The cynical view that some significant number of these drugs are cures looking for diseases could give our authors hope that someday, with the proper drug available from big pharma, there would be widespread diagnosis of a condition called, say, Global Empathy Deficit Syndrome (GEDS). But even then, the drug use would be voluntary, the user able to make decisions about tolerating the seemingly inevitable side effects of drugs taken in a, we hope, carefully dose-controlled manner—none of which seems likely to be true for our imagined morally enhancing psychotropic additive.

Hence, while the authors acknowledge a bootstrapping problem, they don’t really do so in the most serious way. That is: even if we imagined an effective psychotropic with an absolute minimum of undesired side effects, and even if we imagined that it could be delivered in a way that neither overdosing nor under-dosing was a problem, we would still have to imagine morally unenhanced people accepting the ubiquitous introduction of this drug in order to save the world—morally unenhanced people, that is, whose genetic predispositions limited their ability to behave in the altruistic way necessary to save the world.

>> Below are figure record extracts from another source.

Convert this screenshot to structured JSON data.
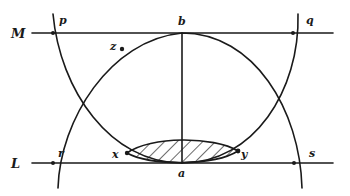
{
  "diagram": {
    "width": 350,
    "height": 196,
    "colors": {
      "ink": "#1a1a1a",
      "background": "#ffffff"
    },
    "lines": {
      "M": {
        "label": "M",
        "x1": 32,
        "x2": 333,
        "y": 33
      },
      "L": {
        "label": "L",
        "x1": 32,
        "x2": 333,
        "y": 163
      },
      "ba": {
        "x": 182,
        "y1": 33,
        "y2": 163
      }
    },
    "points": {
      "p": {
        "label": "p",
        "x": 53,
        "y": 33
      },
      "q": {
        "label": "q",
        "x": 293,
        "y": 33
      },
      "b": {
        "label": "b",
        "x": 182,
        "y": 33
      },
      "z": {
        "label": "z",
        "x": 122,
        "y": 49
      },
      "r": {
        "label": "r",
        "x": 53,
        "y": 163
      },
      "s": {
        "label": "s",
        "x": 294,
        "y": 163
      },
      "x": {
        "label": "x",
        "x": 127,
        "y": 153
      },
      "y": {
        "label": "y",
        "x": 238,
        "y": 151
      },
      "a": {
        "label": "a",
        "x": 182,
        "y": 163
      }
    },
    "curves": {
      "upper_arc": "M 58 188 C 60 120, 110 40, 182 33 C 254 33, 300 110, 302 188",
      "lower_arc": "M 53 14 C 60 90, 110 163, 182 163 C 254 163, 300 90, 298 14",
      "left_outer_arc": "M 54 15 C 46 70, 46 130, 58 188",
      "right_outer_arc": "M 296 15 C 304 70, 304 130, 291 188",
      "lens_top": "M 127 153 C 150 136, 214 136, 238 151",
      "lens_bottom": "M 127 153 C 150 166, 214 166, 238 151"
    },
    "shaded_region": {
      "name": "lens x-y",
      "pattern": "diagonal hatching"
    }
  }
}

So while Persson and Savulescu acknowledge that any reform program will require traditional moral education, they do not really explain why those enlightened enough by traditional means to accept such moral bioenhancement in the first place would not be ready to make the very sacrifices that our authors believe moral bioenhancement would help them choose. It is as if people would say, “I cannot agree to reduce my standard of living but I can agree to be dosed with a chemical that will make it easier for me to agree to reduce my standard of living.” Unless you think that is a plausible scenario, you might end up wondering just who will make the decision to dose the public, and how transparent it will be.

This dilemma leads me to conclude by asking a question that I cannot shake off, ungenerous though it is. Namely, is biomedical moral enhancement really ultimately about saving the planet at all, given the bootstrapping problem, and given that it is a long-range solution for an urgent problem?

In an unusually unqualified and strong endorsement of biomedical moral enhancement’s use, as opposed to research into it, our authors bluntly point to a different context entirely. “It is our view that some children should be subjected to moral bioenhancement, just as they are now subjected to traditional moral education.” Who are the “some” children who need more than being “subjected” to traditional moral education? After discussing how all children are morally educated without their consent, and hence how an involuntary moral bioenhancement would be no novelty, Persson and Savulescu conclude:

It is quite unlikely that later in life the morally bioenhanced individuals will regret the fact that they have undergone this treatment, since otherwise they might have been criminals who would have been punished and condemned by society.

Note well: Terrorism holds the potential for Ultimate Harm, yet the word they chose here is “criminals.” In a time of al Qaeda and ISIS, why would two writers who otherwise worry about weapons of mass destruction be so enthused about involuntary bioenhancement of youthful potential criminals? Are they aware that they are singing the old, familiar eugenics song, identifying children somehow marked as having the potential for criminality as “unfit for the future”?